Foreign Policy Research Institute A Nation Must Think Before it Acts History and Statecraft: A Complicated Marriage
History and Statecraft: A Complicated Marriage

History and Statecraft: A Complicated Marriage

“Those who consider the matter for a minute or two,” writes Philip Zelikow, a former official in the George W. Bush State Department and now professor of History at the University of Virginia, “realize that historical reasoning is as common in public affairs as oxygen is in water.” And yet, as the contributors to The Power of the Past agree, in institutional terms, the relationship between history and policy is “intimate but frequently dysfunctional.” The dysfunction is not for lack of awareness or trying. The craft of bringing historical knowledge to bear on contemporary policy problems has long been the aim of astute decision makers and has produced no shortage of corresponding academic volumes. Perhaps, the most notable of these—Ernest May and Richard Neustadt’s Thinking in Time: The Uses of History for Decisionmakers (1986)—is an explicit influence on the editors and contributors here.

The aim of The Power of the Past, then, is not to stake a novel claim to the past’s relevance for the present, but to renew the appeal for a connection between history and statecraft in a policy and professional environment that currently discourages meaningful collaboration. The editors, Hal Brands and Jeremi Suri, are two historians uniquely suited to this endeavor: in addition to publishing numerous books and articles on the history of U.S. foreign policy, Brands recently completed a year-long Council on Foreign Relations fellowship in the Defense Department, while Suri has become a leading public historian on topics ranging from U.S. nation-building efforts abroad to the foreign policy in the 2016 election. In this volume, they bring together a dozen essays that highlight the complexity of history’s lessons for policymakers, the diverse pathways through which historical knowledge has found purchase with decision makers over time, and the shared responsibilities of professionals in both groups to continually deepen their mutual understanding.

The breadth involved in exploring the nature of the history-policy relationship is a strength of this work. Notwithstanding the book’s rather functional structure—organized around how history can and should influence policy, and policymakers’ insights on the “pathways” of history’s influence—the essays are most effective in provoking conceptual questions and demonstrating the type of historical thinking that the editors seek to encourage. For this task, Suri and Brands have assembled an impressive, methodologically diverse—not to mention bipartisan—group of scholars and policymakers. An impressive roster of historians, anchored by H.W. Brands and Mark Lawrence, is augmented by several younger historians and tenured academics with policy experience. The aforementioned Zelikow and Jim Steinberg, the latter a former deputy national security advisor under President Bill Clinton and deputy secretary of state under President Barack Obama, do more than represent policymakers, with each providing an impressive conceptual chapter. If the “fit” of the essays is at times incongruous, policymakers and academics alike will nonetheless benefit from reading the volume holistically; the rigorous critical analysis of how history has influenced policymaking in various episodes will provoke thought about the way that history can and should influence future policy challenges as well.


Exercise brief:
Please find every line of the listing below where "Filter" occurs and copy it.

Data to examine:

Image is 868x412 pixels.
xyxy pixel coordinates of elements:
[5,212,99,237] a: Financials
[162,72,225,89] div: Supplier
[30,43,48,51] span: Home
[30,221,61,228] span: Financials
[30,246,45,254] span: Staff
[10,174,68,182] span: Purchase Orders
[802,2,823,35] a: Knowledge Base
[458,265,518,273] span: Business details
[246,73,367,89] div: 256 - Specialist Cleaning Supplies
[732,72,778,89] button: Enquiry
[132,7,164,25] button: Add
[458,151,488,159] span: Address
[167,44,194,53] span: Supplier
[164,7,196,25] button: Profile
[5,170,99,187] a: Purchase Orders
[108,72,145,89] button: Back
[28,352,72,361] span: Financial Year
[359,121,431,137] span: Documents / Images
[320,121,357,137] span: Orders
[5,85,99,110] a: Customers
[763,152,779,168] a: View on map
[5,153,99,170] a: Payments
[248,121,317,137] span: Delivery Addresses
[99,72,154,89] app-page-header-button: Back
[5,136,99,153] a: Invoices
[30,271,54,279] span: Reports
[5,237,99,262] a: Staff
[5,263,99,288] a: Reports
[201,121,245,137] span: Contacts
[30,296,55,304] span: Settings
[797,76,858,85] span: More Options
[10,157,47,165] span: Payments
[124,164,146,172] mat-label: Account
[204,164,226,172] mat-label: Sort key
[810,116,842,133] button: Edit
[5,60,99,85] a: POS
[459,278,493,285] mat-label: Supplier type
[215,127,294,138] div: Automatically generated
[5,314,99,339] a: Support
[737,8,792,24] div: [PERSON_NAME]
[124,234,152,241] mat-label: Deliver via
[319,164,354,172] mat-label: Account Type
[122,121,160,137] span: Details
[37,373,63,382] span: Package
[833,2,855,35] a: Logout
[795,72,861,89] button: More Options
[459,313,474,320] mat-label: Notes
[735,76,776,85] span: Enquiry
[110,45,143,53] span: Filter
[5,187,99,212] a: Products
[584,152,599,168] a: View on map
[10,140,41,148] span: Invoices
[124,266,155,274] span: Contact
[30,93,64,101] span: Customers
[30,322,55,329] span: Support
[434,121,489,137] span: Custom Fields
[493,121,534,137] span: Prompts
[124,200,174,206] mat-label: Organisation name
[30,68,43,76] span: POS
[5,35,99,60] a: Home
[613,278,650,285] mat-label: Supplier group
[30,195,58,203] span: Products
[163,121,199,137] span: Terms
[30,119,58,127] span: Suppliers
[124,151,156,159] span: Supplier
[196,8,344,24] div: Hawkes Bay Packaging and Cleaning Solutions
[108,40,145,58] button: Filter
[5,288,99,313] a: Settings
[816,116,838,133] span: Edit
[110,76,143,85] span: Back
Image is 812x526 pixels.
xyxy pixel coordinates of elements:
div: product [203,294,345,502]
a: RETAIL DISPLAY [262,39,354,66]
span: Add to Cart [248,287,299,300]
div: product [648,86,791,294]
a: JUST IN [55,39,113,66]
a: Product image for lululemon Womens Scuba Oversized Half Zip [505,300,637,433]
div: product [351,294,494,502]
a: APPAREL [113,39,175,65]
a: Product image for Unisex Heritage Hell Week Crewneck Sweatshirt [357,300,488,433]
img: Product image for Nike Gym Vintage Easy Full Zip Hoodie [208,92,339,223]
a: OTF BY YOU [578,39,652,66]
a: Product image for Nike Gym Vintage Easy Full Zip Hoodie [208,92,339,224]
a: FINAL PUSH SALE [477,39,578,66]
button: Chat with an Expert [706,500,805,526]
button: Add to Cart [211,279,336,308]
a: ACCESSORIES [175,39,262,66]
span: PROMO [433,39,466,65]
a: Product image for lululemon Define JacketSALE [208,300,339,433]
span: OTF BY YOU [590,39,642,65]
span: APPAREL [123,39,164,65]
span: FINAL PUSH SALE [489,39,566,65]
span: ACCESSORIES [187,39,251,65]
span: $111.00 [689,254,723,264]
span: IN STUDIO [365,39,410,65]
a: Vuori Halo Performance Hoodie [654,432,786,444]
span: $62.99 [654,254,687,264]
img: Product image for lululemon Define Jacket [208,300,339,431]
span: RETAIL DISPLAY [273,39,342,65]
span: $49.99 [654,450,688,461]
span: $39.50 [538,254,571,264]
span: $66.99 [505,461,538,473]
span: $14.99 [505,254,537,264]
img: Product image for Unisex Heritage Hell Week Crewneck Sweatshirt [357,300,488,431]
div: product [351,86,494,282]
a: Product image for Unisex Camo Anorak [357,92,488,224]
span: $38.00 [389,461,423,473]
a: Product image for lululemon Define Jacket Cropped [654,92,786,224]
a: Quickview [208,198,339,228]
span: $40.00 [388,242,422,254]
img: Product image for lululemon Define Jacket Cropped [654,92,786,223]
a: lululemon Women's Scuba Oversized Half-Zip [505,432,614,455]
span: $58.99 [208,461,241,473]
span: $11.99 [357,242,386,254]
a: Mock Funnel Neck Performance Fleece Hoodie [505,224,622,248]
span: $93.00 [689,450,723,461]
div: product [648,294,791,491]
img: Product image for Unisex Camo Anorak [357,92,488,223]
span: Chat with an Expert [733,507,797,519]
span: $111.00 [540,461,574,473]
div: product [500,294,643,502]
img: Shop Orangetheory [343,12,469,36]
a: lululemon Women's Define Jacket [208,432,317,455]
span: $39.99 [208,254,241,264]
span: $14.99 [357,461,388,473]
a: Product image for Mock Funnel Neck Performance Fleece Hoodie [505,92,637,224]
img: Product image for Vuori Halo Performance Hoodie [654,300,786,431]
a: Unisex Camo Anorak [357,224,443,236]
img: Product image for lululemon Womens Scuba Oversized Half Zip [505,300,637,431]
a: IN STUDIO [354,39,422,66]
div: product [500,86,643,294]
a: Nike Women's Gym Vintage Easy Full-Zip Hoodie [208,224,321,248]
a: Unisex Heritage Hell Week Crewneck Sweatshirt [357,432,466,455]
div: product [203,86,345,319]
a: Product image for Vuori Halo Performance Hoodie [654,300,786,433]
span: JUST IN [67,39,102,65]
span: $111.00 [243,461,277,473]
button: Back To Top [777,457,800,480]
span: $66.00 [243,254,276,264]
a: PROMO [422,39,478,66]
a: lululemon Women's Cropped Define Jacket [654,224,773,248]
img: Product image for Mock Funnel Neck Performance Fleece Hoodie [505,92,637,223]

Written answer:
[110,45,143,53] span: Filter
[108,40,145,58] button: Filter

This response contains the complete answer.